Re: for MTRP and the TWINKER:



You haven't been paying attention...but then this nothing new.

Airbus has basically withdrawn the A350 because it must be re-designed due
to customer rejection.
It will take a while to decide if it can save what it has or if they will
completely re-design the whole aircraft.

Don't forget how the A350 came about. First Airbust said they weren't
concerned about the 787. After Boeing started killing Airbust's biz, Airbust
decided that maybe they should come up with something. So they basically
dressed up a pig's ear and called it a silk purse...massaged existing
designs.

So if the choice for the Russkies is between the 787 and A350, the choice is
obviously the 787. The A350 essentially doesn't exist. Not even Airbust
knows what it will be.

I'm not sure how big the Russian aircraft market is anyway. They have 140
million people now and that's projected to drop to 100 million. Still they
have to buy foriegn-made cuz Russian jetliners can't meet European and
American standards. They can go to places like Cuba and Kazakhstan though.


"captain." <spammersmustdie@xxxxxxx> wrote in message
news:nZxgg.10102$I61.4412@xxxxxxxxxxx

- on one of your favorite subjects as of late:

http://www.sptimes.ru/index.php?action_id=2&story_id=17774

Boeing Pledges $27Bln For Russia Investments


MOSCOW - U.S. planemaker Boeing is planning on sharply raising its
investments in Russia, to $27 billion over the next 30 years, the company
announced in a statement Wednesday, as it continues to spar with
arch-rival Airbus over a $3 billion contract from state-owned airline
Aeroflot.

Sergei Kravchenko, Boeing's head in Russia and the Commonwealth of
Independent States, said his firm would spend $18 billion on titanium
products, $5 billion on intellectual, engineering and service projects and
$4 billion on contracts with other Boeing divisions, according to the
statement.

Boeing says it has invested around $3 billion in Russia in the decade up
to 2005.

"We have extensive experience of investment and partnership with the best
representatives of the Russian industry," he said. "We see huge potential
in expanding this bilateral cooperation and equal partnership."

Chicago-based Boeing and its European rival Airbus are competing for a $3
billion plane order from Aeroflot, Russia's largest airline, which last
year said it would choose between Boeing's 787 Dreamliner and Airbus'
A350.

Airbus senior vice president Axel Krein said Feb. 21 that his Toulouse,
France-based company was in talks with Russian officials on $25 billion
worth of partnerships including development of new aircraft.

"This is not a reply to Airbus' $25 billion proposal," Kravchenko said.
"These are concrete plans for cooperation work we already have in Russia."

Boeing's design center in Moscow contracts out work, with 1,200 Russian
engineers helping develop wing flaps and the nose section of the planned
787 model.

Boeing planes account for 81 percent of the foreign jet fleet of the
post-Soviet CIS, including 76 percent of Russia's currently operating 97
foreign-made jets.

Apart from selling and servicing its planes, Boeing also buys titanium
parts from Russia.

In April, Boeing and Russia's VSMPO-Avisma, the world's biggest titanium
producer, formed a joint venture to supply the U.S. company with
components for its new Dreamliner jets.

Boeing has said annual orders for titanium products for its B-787
Dreamliner jets would reach about $1.5 billion in the next few years.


- **TASK TO CARRY OUT**
Which lines in the data below contain the word "intercept"? Return each of them.

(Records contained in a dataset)
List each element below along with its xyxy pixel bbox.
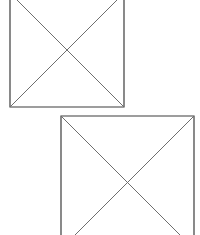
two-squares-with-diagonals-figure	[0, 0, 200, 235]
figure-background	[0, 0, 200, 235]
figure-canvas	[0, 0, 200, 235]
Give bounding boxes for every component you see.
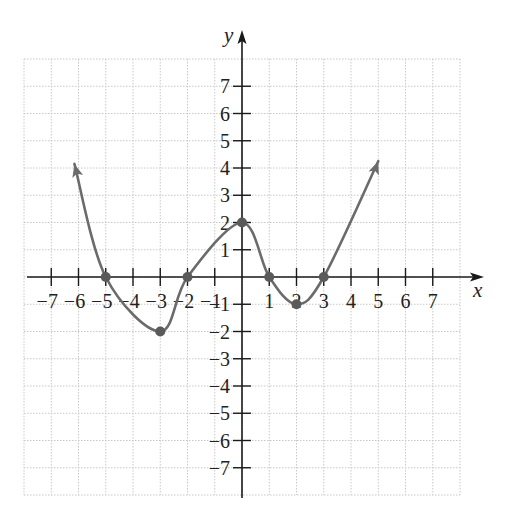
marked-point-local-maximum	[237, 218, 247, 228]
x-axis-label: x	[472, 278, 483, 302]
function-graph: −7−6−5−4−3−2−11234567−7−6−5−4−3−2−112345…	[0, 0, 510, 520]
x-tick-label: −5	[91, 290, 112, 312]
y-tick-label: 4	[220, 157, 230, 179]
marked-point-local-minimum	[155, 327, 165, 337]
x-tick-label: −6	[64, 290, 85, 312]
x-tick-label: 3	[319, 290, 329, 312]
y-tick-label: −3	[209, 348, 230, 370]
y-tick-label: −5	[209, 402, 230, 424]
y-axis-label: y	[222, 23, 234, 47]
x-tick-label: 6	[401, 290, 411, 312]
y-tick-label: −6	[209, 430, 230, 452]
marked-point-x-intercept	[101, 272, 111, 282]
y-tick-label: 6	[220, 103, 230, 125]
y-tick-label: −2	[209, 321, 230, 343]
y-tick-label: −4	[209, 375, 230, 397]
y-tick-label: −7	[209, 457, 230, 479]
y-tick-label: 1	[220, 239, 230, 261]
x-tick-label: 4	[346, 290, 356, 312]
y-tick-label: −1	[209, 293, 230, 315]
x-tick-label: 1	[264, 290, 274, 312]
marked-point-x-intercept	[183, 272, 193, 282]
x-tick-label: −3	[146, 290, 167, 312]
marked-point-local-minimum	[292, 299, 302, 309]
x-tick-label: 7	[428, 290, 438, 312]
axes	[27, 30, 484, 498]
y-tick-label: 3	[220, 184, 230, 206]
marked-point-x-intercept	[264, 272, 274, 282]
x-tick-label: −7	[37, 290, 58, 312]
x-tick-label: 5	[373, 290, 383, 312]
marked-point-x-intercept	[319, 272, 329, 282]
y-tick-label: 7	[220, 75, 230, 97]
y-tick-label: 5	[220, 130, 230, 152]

- **RESULT FOR THIS TASK**
marked-point-x-intercept	[101, 272, 111, 282]
marked-point-x-intercept	[183, 272, 193, 282]
marked-point-x-intercept	[264, 272, 274, 282]
marked-point-x-intercept	[319, 272, 329, 282]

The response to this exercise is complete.